Volvo Energy to focus on battery life-cycle solutions

Volvo Group says it has created a "business area" to offer its clients battery life-cycle options including disposal and repurposing and to develop charging infrastructure.
Loading, Hauling & Excavation / February 8, 2021
By David Arminas
The L25 electric compact wheeled loader: more to come from Volvo (image courtesy Volvo CE)

"Volvo Energy will be a business area with full profit and loss responsibility," according to a Volvo statement. "It will have both an internal role, providing batteries and charging solutions to the Volvo Group's other business areas and an external role, offering used, remanufactured and refurbished batteries to customers for use across different applications.

"Volvo Energy will also carry the group's responsibility for hydrogen infrastructure solutions for fuel cell electric vehicles and collaborate with other companies to do so.
"There is a great and growing interest for electric vehicles and machines among our customers," said Martin Lundstedt, chief executive of Volvo Group, the parent company of Volvo Construction Equipment.

"Our ambition is to offer our customers the most competitive solutions when it comes to electrification, including batteries and charging infrastructure. With Volvo Energy, we are taking a holistic view of the entire life-cycle, which benefits both our customers' business and society as a whole."

The company said that it would increase the pace of its rollout of electric vehicles and related services, including the introduction of heavy-duty trucks for regional transport or construction later this year.

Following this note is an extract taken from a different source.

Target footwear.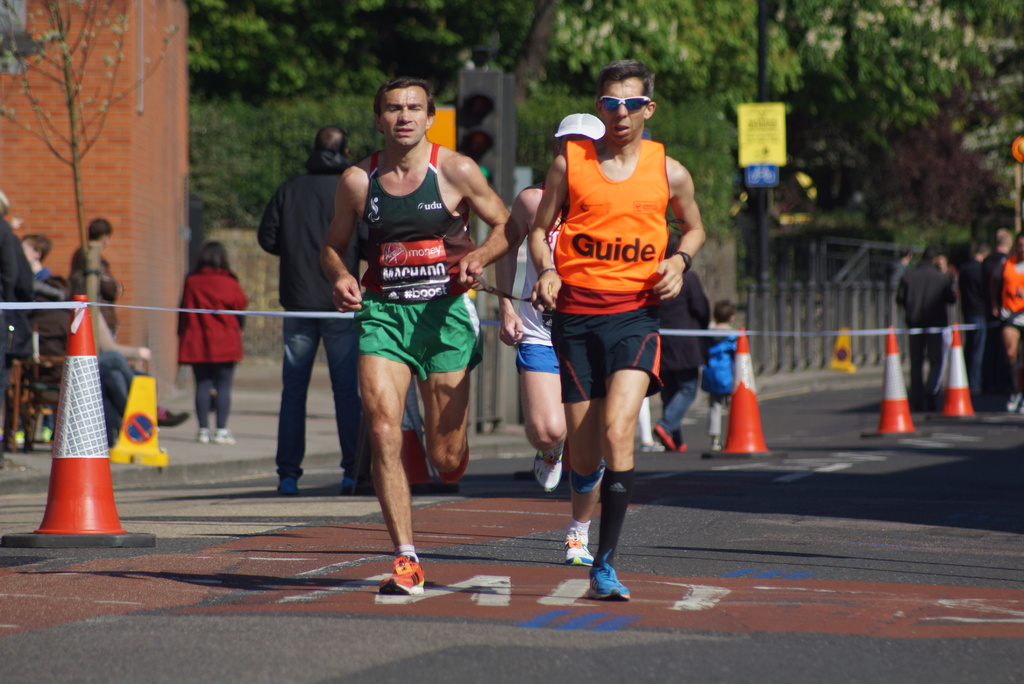
Target region: (16, 432, 28, 446).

Joachim Rosenberg, chairman of Volvo Group's UD Trucks division, will head Volvo Energy. He will continue to run UD Trucks and prepare the transfer of UD Trucks ownership to Isuzu Motors.

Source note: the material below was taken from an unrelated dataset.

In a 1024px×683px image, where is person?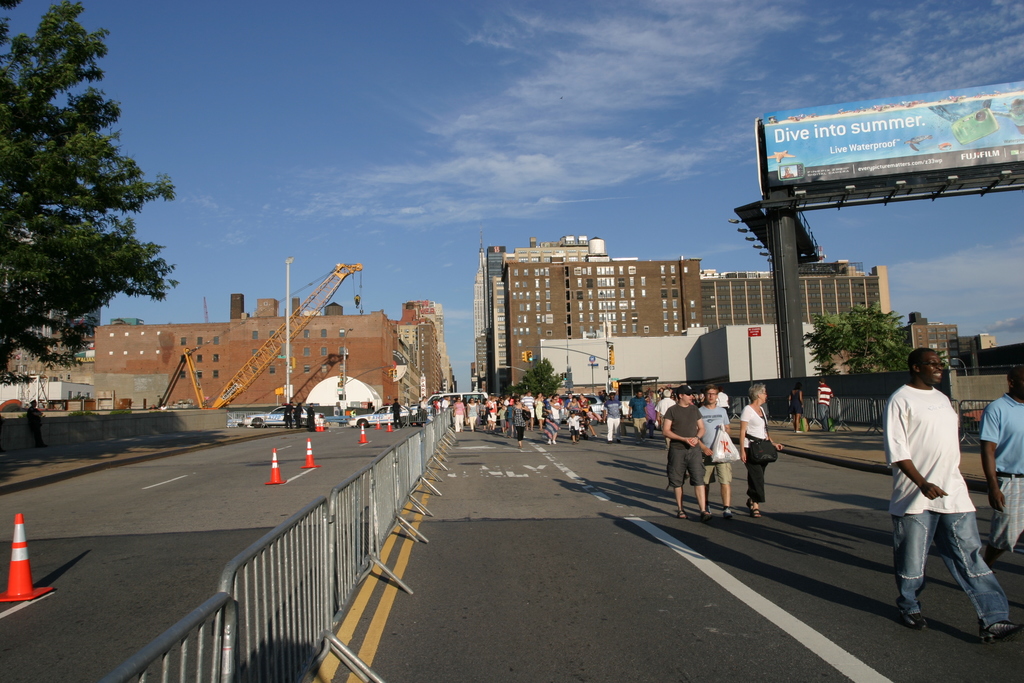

UD Trucks was set up in 1935 in Japan as Nihon Diesel Industries, later taking the name UD Trucks after its product uniflow scavenging diesel engine. It became a 100 per cent Volvo division in 2017.

UD Truck will eventually be transferred to Isuzu Motors as indicated in a December 2019 partnership agreement between Volvo Group and Isuzu Motors. Intended cooperation will be in autonomous driving, connectivity and medium- and heavy-duty electric vehicles.

Meanwhile, Norwegian contractors K. Baugerød Anlegg and Veidekke recently received their Volvo ECR25 electric compact excavator and Volvo L25 electric compact wheel loader from Volvo Construction Equipment. The companies were the first to place an order for the machines and did so at bauma 2019.